Editorial

Supreme Court finds bias in cake case

Monday, June 4, 2018

Christians who feel their beliefs are not being given weight equal to those of other religions may find some small comfort in today’s Supreme Court ruling regarding a Colorado baker’s refusal to bake a wedding cake for a same-sex couple.

Baker Jack Phillips was found guilty of violating Colorado’s law against discrimination on the basis of sexual orientation after he refused to bake a wedding cake for Charlie Craig and Dave Mullins in 2012.

Mullins said he declined because of his religious convictions, and after he was found guilty by the Colorado Civil Rights Commission, state courts upheld the conviction.

Today, however, the U.S. Supreme Court voted 7-2 not necessarily that he was within his rights, but that the Colorado commission had violated Phillips’ rights under the First Amendment by not taking his religious convictions into account.

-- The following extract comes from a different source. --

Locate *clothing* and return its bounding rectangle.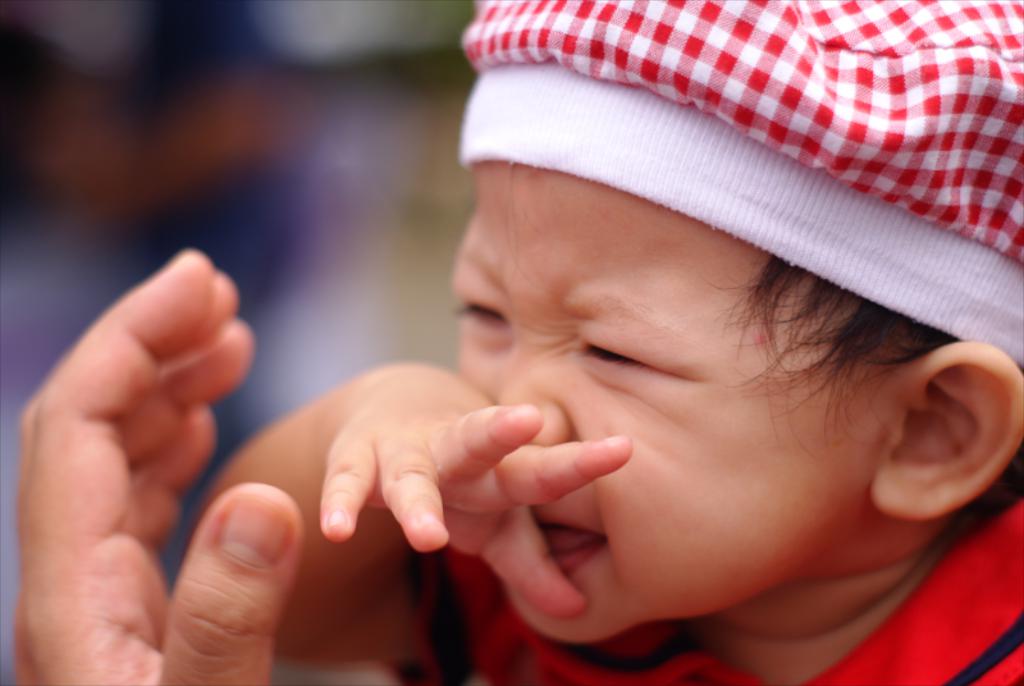
crop(383, 500, 1023, 685).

The court did not decide whether a business can invoke religious objections to refuse service to gay and lesbian people.

That may fall to other similar cases, such as one from a florist who didn’t want to provide flowers for a same-sex wedding.

Justice Anthony Kennedy wrote in the majority opinion that “the commission’s hostility (toward Phillips’ beliefs) was inconsistent with the First Amendment’s guarantee that our laws be applied in a manner that is neutral toward religion.”

Liberal justices Stephen Breyer and Elena Kagan joined the conservatives in the ruling, with Ruth Bader Ginsburg and Sonia Sotomayor dissenting.

The final definitive ruling is much in doubt, especially with new Supreme Court justices likely to be nominated within the next few years.